Reuven Hammer is an American-born Conservativerabbi who has lived in Jerusalem since 1973, working as a writer andteacher — Conservative rabbi is not much of a career option inIsrael — and raising five kids along the way. Among variouspart-time jobs, he heads the bet din, or rabbinical court, whichoversees Conservative conversions in Israel.

Alert readers may stop here and ask: What on earthdoes a Conservative conversion panel do, in a country that forbidsConservative conversions? A fair question, Hammer says. Israel doesnot actually prevent Conservative or Reform rabbis from convertingnon-Jews to Judaism. It simply doesn’t recognize those conversions –not for citizenship, not for marriage, not even burial near one’sfamily. Conservative converts get none of the state benefits ofJewishness in a Jewish state. But Rabbi Hammer can call them Jewishif he wants. It’s a free country.

And yet business is booming. “Right now we haveabout 150 people in conversion classes,” Hammer says, up from perhaps20 per year a decade ago. Why do they bother? Because thousands ofnon-Jews in Israel want to join the Jewish people and become part ofthe Israeli mainstream. They include spouses of Israelis who studiedabroad, foreign children adopted by Israeli couples, and perhaps200,000 Russian immigrants with non-Jewish mothers. Most won’tqualify for state-sanctioned conversion: the Orthodox rabbinatedemands that converts vow to live a fully Orthodox lifestyle, and feware willing. An unrecognized non-Orthodox conversion is their onlyoption.

The real question is not why so many hundreds havejoined Hammer’s program, but why thousands more have not.

The reason is simple. Few Israelis have heard ofit, despite all the passion and drama of the decade-long struggle forReform and Conservative legitimacy.

This mass ignorance results from a little-noticedfact, the dirty little secret of the religious pluralism battle: TheReform and Conservative movements have no real allies in Israel. Theynever bothered to develop any.

In the three decades since Orthodox politiciansbegan pushing to bar their conversions, American Reform andConservative strategists — if that is the word — have lookedautomatically to Israel’s secular majority for backing. Non-OrthodoxIsraelis, famously resentful of Orthodox coercion, were expected tojoin hands with non-Orthodox Americans to protect non-OrthodoxJudaism.

Time and again the Israelis have disappointed.Although 80 to 85 percent of Israel’s 4.8 million Jews are notOrthodox, few practice non-Orthodox Judaism. Most don’t even know itexists. Their schools and media teach them little about Jewish lifein the Diaspora except that it is empty and doomed. Nobody tells themotherwise.

Lacking a grasp of the issue, Israelis oftendismiss the religious pluralism campaign as a power-play by Americanleaders without followers. Knesset members, asked to supportpluralism at the expense of issues they genuinely care about — thepeace process, for example — drop pluralism without blinking.

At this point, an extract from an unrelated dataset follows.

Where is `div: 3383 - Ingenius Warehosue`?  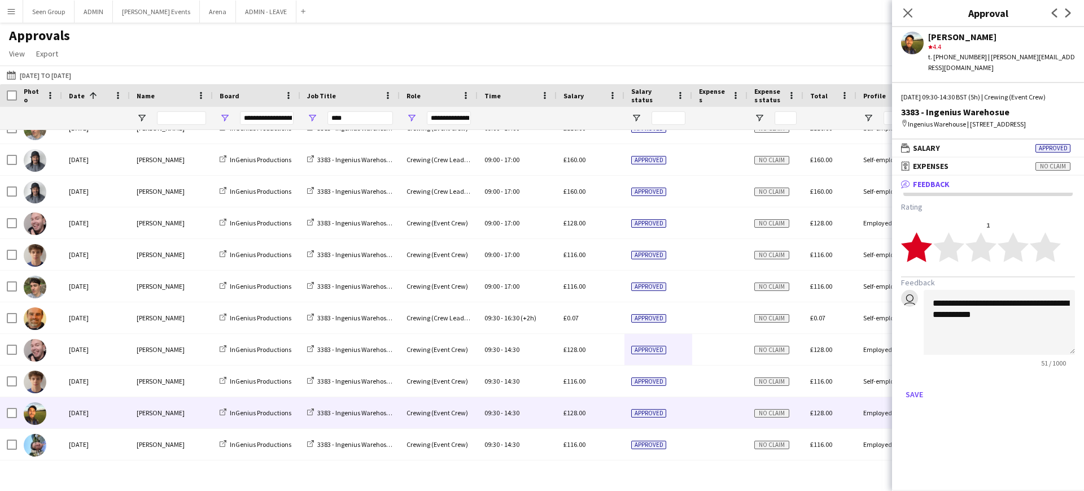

What have the American Reform and Conservativemovements done about it? Not much. The two movements, claimingtogether some 80 percent of affiliated American Jews, spent anestimated $4 million between them last year on programs to spreadtheir beliefs in Israel (not counting money muscled out of the UnitedJewish Appeal). That comes to less than $1.50 per American Reform orConservative Jew.

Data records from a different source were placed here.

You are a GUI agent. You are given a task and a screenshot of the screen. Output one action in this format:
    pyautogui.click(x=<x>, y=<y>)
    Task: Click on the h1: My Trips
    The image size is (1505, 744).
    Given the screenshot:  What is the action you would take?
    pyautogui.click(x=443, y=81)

Results match the effort. The Conservatives,spending some $3 million a year, have about 50 congregations inIsrael with between 5,000 and 25,000 adherents, depending on howgenerously one counts. Reform, spending about $1 million, has some 20congregations with between 2,000 and 10,000 adherents. Scientologyhas more Israeli followers than Reform and Conservative Judaismcombined.

This lost opportunity has a tragic irony to it.Masses of Israelis are searching for something like non-OrthodoxJudaism and spiritual quest — from Jewish text study to born-againOrthodoxy — is one of Israel’s most talked-about topics. In shosrt,Israelis are seeking a path to God; few will adopt Orthodoxy and mostdon’t know any other way.

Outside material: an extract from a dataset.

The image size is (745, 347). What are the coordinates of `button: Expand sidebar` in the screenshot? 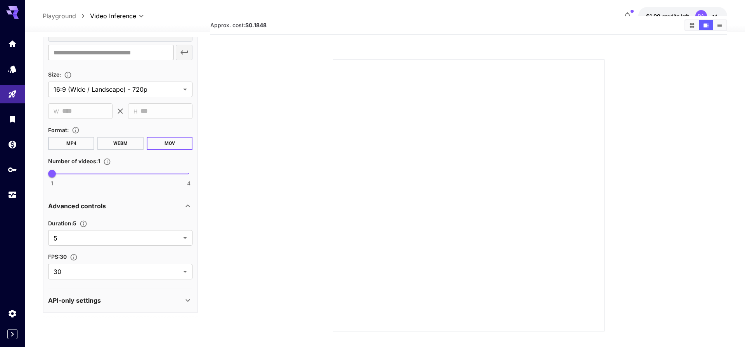 It's located at (12, 334).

“There’s a generation that’s grown up in Israelwith no connection to Judaism,” says Beth Wohlgelernter, executivedirector of Hadassah and a keen observer of Israeli life. “We saw iton television after the death of Yitzhak Rabin — thousands of kidssitting on sidewalks, lighting candles, singing folk songs, trying toinvent a religion to comfort themselves. Judaism has a rich traditionof mourning, but those kids didn’t know about it. If they’re notgoing to go into Orthodox synagogues, someone has to find a way toteach them Judaism.”

The work has begun, too late and too little, butjust enough to show what might be done. The movements’ spending inIsrael, though meager, is up radically from a decade ago. Additionalfunds from the UJA and the Jewish Agency will help.

Moves are afoot to find political allies, too.Just last month the UJA brought eight Knesset members here to seenon-Orthodox Judaism up close. Participants said they were astoundedby the vibrancy of American Judaism, and most said they went homewith a new appreciation for its legitimacy. A handful of similardelegations have been brought in the last three years by the Reformmovement, the American Jewish Committee and others — perhaps 200 or300 Israelis in all.

American Reform and Conservative Jews havesomething many non-Orthodox Israelis are desperate to find: a modernpathway to God. If they had shared this gift years ago — byorganizing exchange visits, publishing Hebrew texts, sending rabbisand teachers to Israel as shlichim — they would now have an army ofIsraeli allies. The Orthodox parties would not be in a position todictate government religious policy.

And Rabbi Reuven Hammer could have worked in hisown profession.


J.J. Goldberg is the author of “Jewish Power:Inside the Amercan Jewish Establishment.” He writes from NewYork.